Retired Admiral John Poindexter, Ronald Reagan's National Security Adviser, helped weave the Iran-contra web that ensnared him, yet there was little enthusiasm in Washington last week at his reckoning. He has legal bills of more than $3 million, has seen four years of his life wasted, and now has been sentenced to six months in jail. Chances are slim for a successful appeal of his convictions for deceiving Congress. A presidential pardon is even more remote. Poindexter is the seventh person found guilty in this sad drama and the only one so far to be ordered to jail. He may keep that distinction.
The feeling is that independent prosecutor Lawrence Walsh's legal juggernaut, which has cost $21 million and fielded as many as 60 lawyers and support staff, is running thin on defendants, new evidence and sympathy. A grand jury may explore further links to Reagan and George Bush, and Poindexter could be called to testify with a grant of immunity. People who know the admiral well are convinced that the effort will come to naught, that history will have to judge Reagan -- where the buck really stops -- on the fuzzy story before us. "John Poindexter was made a flag officer in the U.S. Navy for the express reason that he would not break in a crisis," says retired Admiral Clarence Hill Jr., a friend and manager of Poindexter's legal fund. "He did not. And he is not going to break in the future. He believes he is right."
When the news of Poindexter's sentence ran through the capital, some of his former White House colleagues were in black tie at the President's Dinner, the Republican Party's grandest Washington fund raiser. "I felt sick," said one. "There was not a criminal bone in his body. He was doing what he thought his Commander in Chief wanted. He got a jail term for political incompetence. Since when is that a felony?"
Few people in power have had such a record of personal and professional competence and honor. Poindexter was first in his class at the Naval Academy, excelled at sea command and Pentagon maneuver, and reared five sons (four of whom are pursuing naval careers); his wife became an Episcopal minister four years ago. Poindexter was devoted to trying to thwart terrorists, free American hostages and bring democracy to Nicaragua. Nobody argued with those objectives. "No defect in character," declared a former Cabinet officer who worked with him. "But a defect in judgment. He should not be so punished for that."
"There were horrible people down there doing horrible things," contends Harvard's Richard Pipes, who served two years on the NSC staff. "It was all piled on his head. He was just in the wrong job."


I would like you to restate each record word for word.

*** Available records Section Begins ***

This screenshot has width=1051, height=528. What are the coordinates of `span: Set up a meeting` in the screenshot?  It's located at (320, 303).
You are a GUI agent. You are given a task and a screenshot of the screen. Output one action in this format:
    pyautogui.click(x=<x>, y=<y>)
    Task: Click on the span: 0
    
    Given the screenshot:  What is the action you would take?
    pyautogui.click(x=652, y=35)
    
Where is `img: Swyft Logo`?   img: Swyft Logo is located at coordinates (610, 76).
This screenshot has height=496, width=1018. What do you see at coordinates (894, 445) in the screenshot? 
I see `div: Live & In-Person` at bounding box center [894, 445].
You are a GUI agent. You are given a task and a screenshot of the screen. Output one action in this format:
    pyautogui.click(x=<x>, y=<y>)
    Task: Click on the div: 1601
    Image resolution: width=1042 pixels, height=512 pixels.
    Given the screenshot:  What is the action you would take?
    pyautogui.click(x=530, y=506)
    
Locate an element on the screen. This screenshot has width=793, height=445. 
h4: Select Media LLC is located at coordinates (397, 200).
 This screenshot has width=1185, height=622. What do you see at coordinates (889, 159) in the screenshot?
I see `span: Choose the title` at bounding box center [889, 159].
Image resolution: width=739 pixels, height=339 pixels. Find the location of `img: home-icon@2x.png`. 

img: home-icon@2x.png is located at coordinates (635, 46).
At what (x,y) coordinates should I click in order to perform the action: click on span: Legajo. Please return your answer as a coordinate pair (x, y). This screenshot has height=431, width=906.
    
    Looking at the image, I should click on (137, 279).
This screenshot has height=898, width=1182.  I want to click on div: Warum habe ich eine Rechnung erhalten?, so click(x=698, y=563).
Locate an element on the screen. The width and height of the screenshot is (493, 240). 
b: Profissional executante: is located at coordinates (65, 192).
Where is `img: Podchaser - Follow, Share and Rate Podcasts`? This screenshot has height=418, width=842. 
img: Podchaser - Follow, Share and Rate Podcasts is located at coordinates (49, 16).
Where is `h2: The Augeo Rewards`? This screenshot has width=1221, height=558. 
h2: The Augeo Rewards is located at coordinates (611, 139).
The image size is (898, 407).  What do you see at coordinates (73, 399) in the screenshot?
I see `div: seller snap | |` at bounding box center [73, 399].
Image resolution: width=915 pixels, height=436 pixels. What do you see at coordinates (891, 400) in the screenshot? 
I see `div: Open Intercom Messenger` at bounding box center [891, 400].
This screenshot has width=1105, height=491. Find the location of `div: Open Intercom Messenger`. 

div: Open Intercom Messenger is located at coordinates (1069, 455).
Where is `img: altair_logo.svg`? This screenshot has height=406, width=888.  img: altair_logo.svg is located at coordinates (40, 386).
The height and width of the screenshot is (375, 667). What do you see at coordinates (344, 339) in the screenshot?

*** Available records Section Ends ***

Reply:
This screenshot has width=1051, height=528. What are the coordinates of `span: Set up a meeting` in the screenshot?  It's located at (320, 303).
You are a GUI agent. You are given a task and a screenshot of the screen. Output one action in this format:
    pyautogui.click(x=<x>, y=<y>)
    Task: Click on the span: 0
    
    Given the screenshot:  What is the action you would take?
    pyautogui.click(x=652, y=35)
    
Where is `img: Swyft Logo`?   img: Swyft Logo is located at coordinates (610, 76).
This screenshot has height=496, width=1018. What do you see at coordinates (894, 445) in the screenshot? 
I see `div: Live & In-Person` at bounding box center [894, 445].
You are a GUI agent. You are given a task and a screenshot of the screen. Output one action in this format:
    pyautogui.click(x=<x>, y=<y>)
    Task: Click on the div: 1601
    Image resolution: width=1042 pixels, height=512 pixels.
    Given the screenshot:  What is the action you would take?
    pyautogui.click(x=530, y=506)
    
Locate an element on the screen. This screenshot has width=793, height=445. 
h4: Select Media LLC is located at coordinates (397, 200).
 This screenshot has width=1185, height=622. What do you see at coordinates (889, 159) in the screenshot?
I see `span: Choose the title` at bounding box center [889, 159].
Image resolution: width=739 pixels, height=339 pixels. Find the location of `img: home-icon@2x.png`. 

img: home-icon@2x.png is located at coordinates (635, 46).
At what (x,y) coordinates should I click in order to perform the action: click on span: Legajo. Please return your answer as a coordinate pair (x, y). This screenshot has height=431, width=906.
    
    Looking at the image, I should click on (137, 279).
This screenshot has height=898, width=1182.  I want to click on div: Warum habe ich eine Rechnung erhalten?, so click(x=698, y=563).
Locate an element on the screen. The width and height of the screenshot is (493, 240). 
b: Profissional executante: is located at coordinates (65, 192).
Where is `img: Podchaser - Follow, Share and Rate Podcasts`? This screenshot has height=418, width=842. 
img: Podchaser - Follow, Share and Rate Podcasts is located at coordinates (49, 16).
Where is `h2: The Augeo Rewards`? This screenshot has width=1221, height=558. 
h2: The Augeo Rewards is located at coordinates (611, 139).
The image size is (898, 407).  What do you see at coordinates (73, 399) in the screenshot?
I see `div: seller snap | |` at bounding box center [73, 399].
Image resolution: width=915 pixels, height=436 pixels. What do you see at coordinates (891, 400) in the screenshot? 
I see `div: Open Intercom Messenger` at bounding box center [891, 400].
This screenshot has width=1105, height=491. Find the location of `div: Open Intercom Messenger`. 

div: Open Intercom Messenger is located at coordinates (1069, 455).
Where is `img: altair_logo.svg`? This screenshot has height=406, width=888.  img: altair_logo.svg is located at coordinates (40, 386).
The height and width of the screenshot is (375, 667). What do you see at coordinates (344, 339) in the screenshot?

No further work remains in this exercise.